SUPPLIED ENTRIES:
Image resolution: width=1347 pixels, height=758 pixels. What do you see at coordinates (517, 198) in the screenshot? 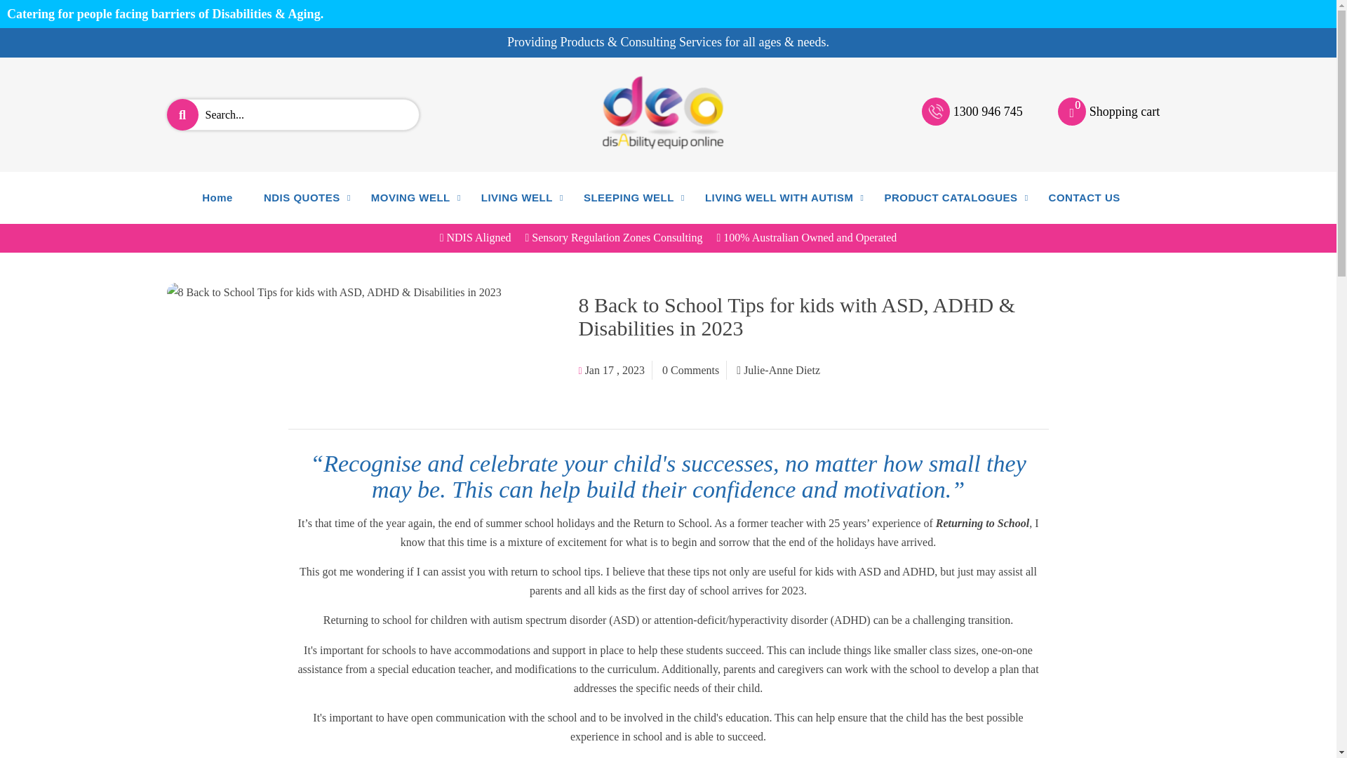
I see `LIVING WELL` at bounding box center [517, 198].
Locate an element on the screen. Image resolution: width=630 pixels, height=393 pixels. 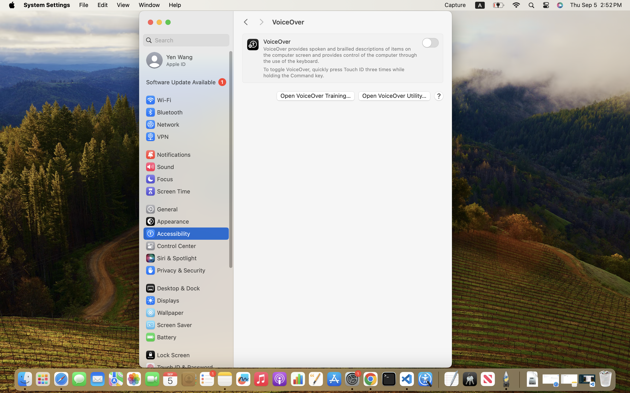
VoiceOver is located at coordinates (357, 22).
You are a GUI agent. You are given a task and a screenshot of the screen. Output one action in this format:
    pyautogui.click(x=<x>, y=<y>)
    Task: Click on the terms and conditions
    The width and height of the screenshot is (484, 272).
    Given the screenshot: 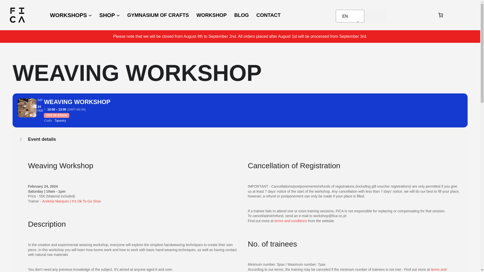 What is the action you would take?
    pyautogui.click(x=290, y=221)
    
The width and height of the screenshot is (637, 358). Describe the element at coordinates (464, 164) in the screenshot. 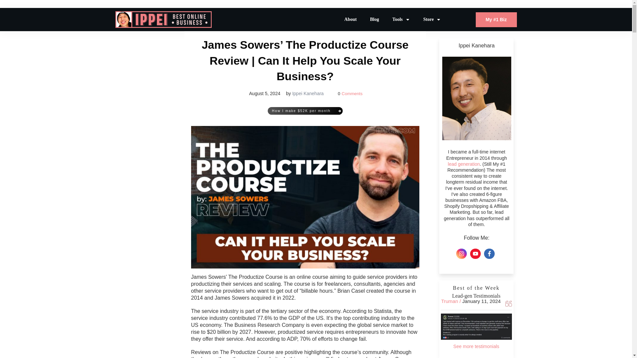

I see `lead generation` at that location.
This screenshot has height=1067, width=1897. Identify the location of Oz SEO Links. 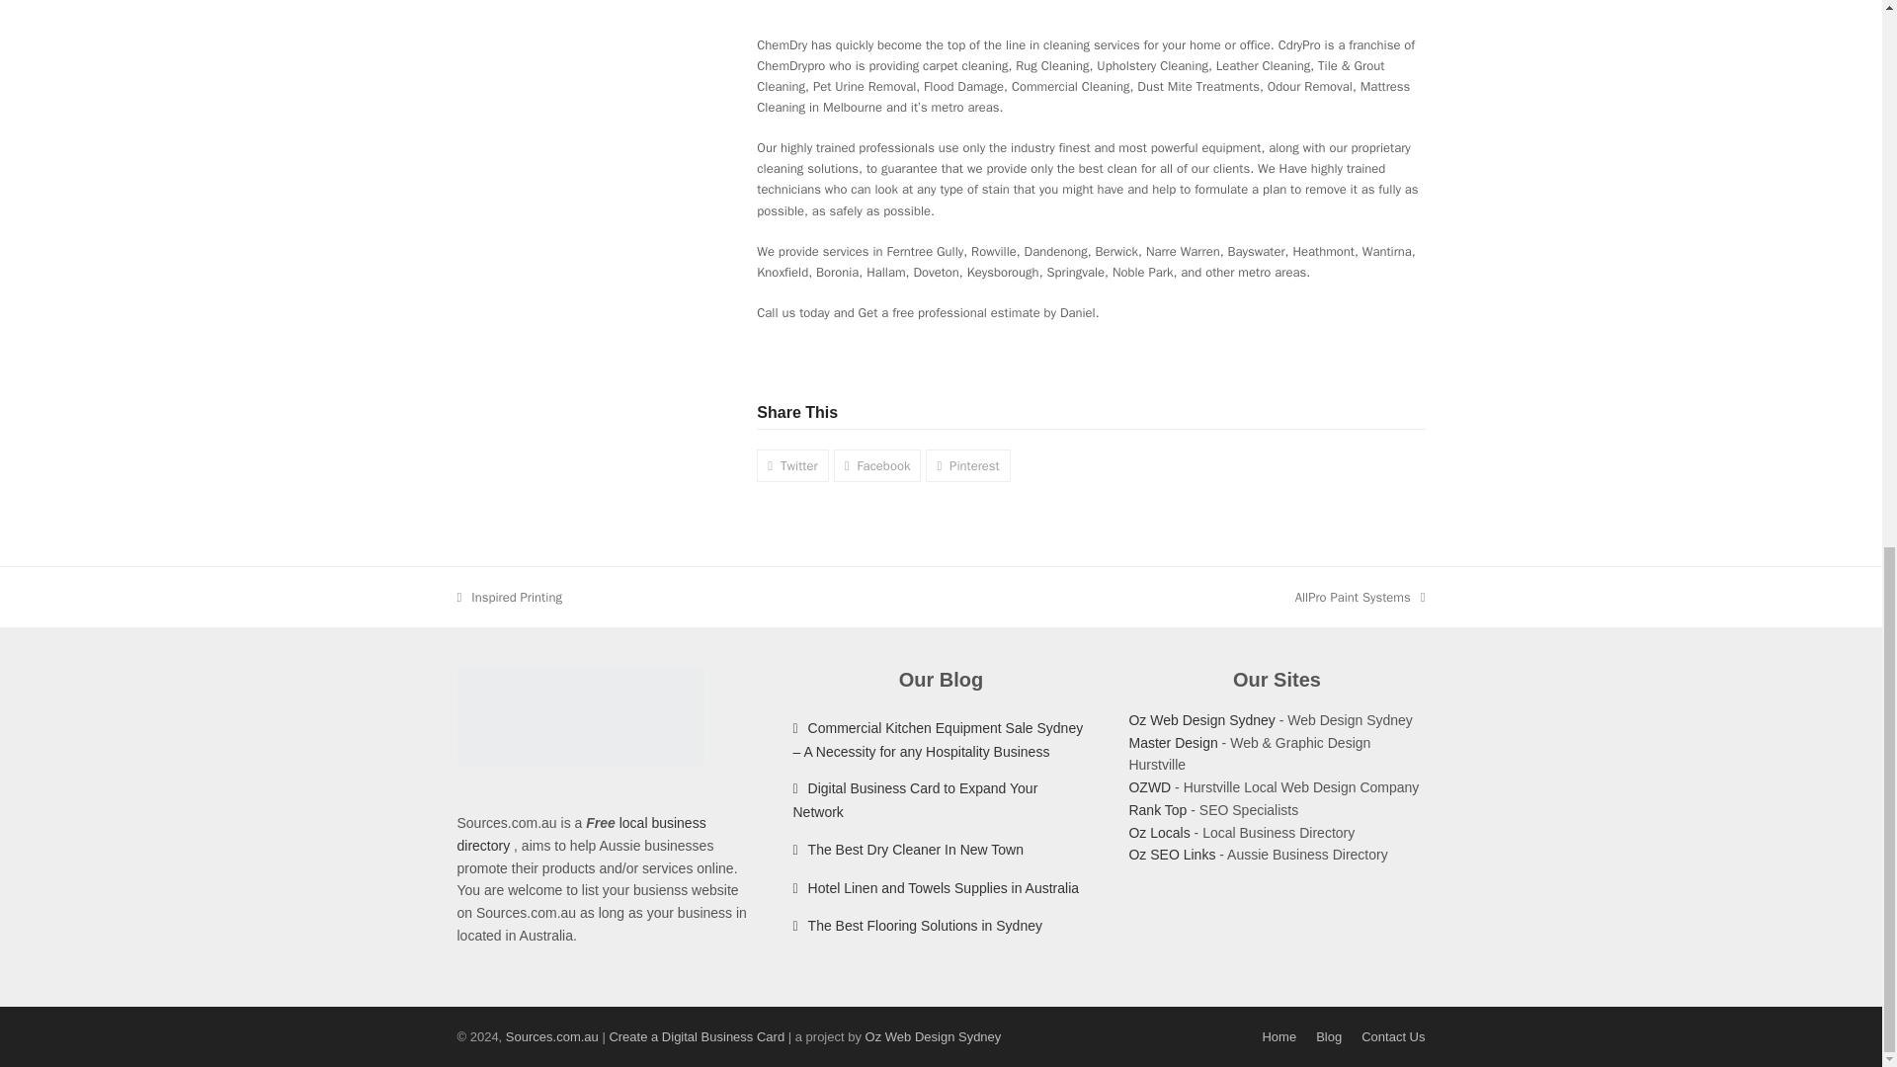
(1158, 832).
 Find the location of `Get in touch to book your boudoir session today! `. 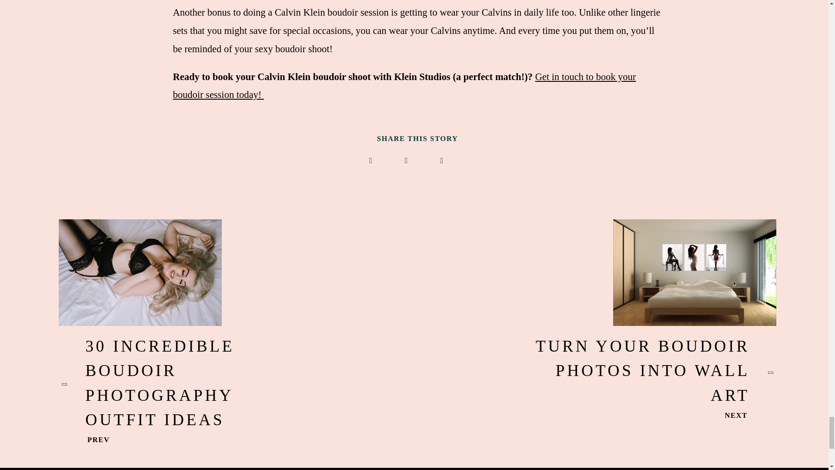

Get in touch to book your boudoir session today!  is located at coordinates (404, 86).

WORK REQUEST: Without the pictures, reproduce each line from the one containing "This screenshot has" through the last line of the material above, both of those lines included.

ANSWER FOR THIS EXERCISE:
This screenshot has height=1067, width=1897. Identify the location of Oz SEO Links. 
(1158, 832).
 Find the location of `Get in touch to book your boudoir session today! `. 

Get in touch to book your boudoir session today!  is located at coordinates (404, 86).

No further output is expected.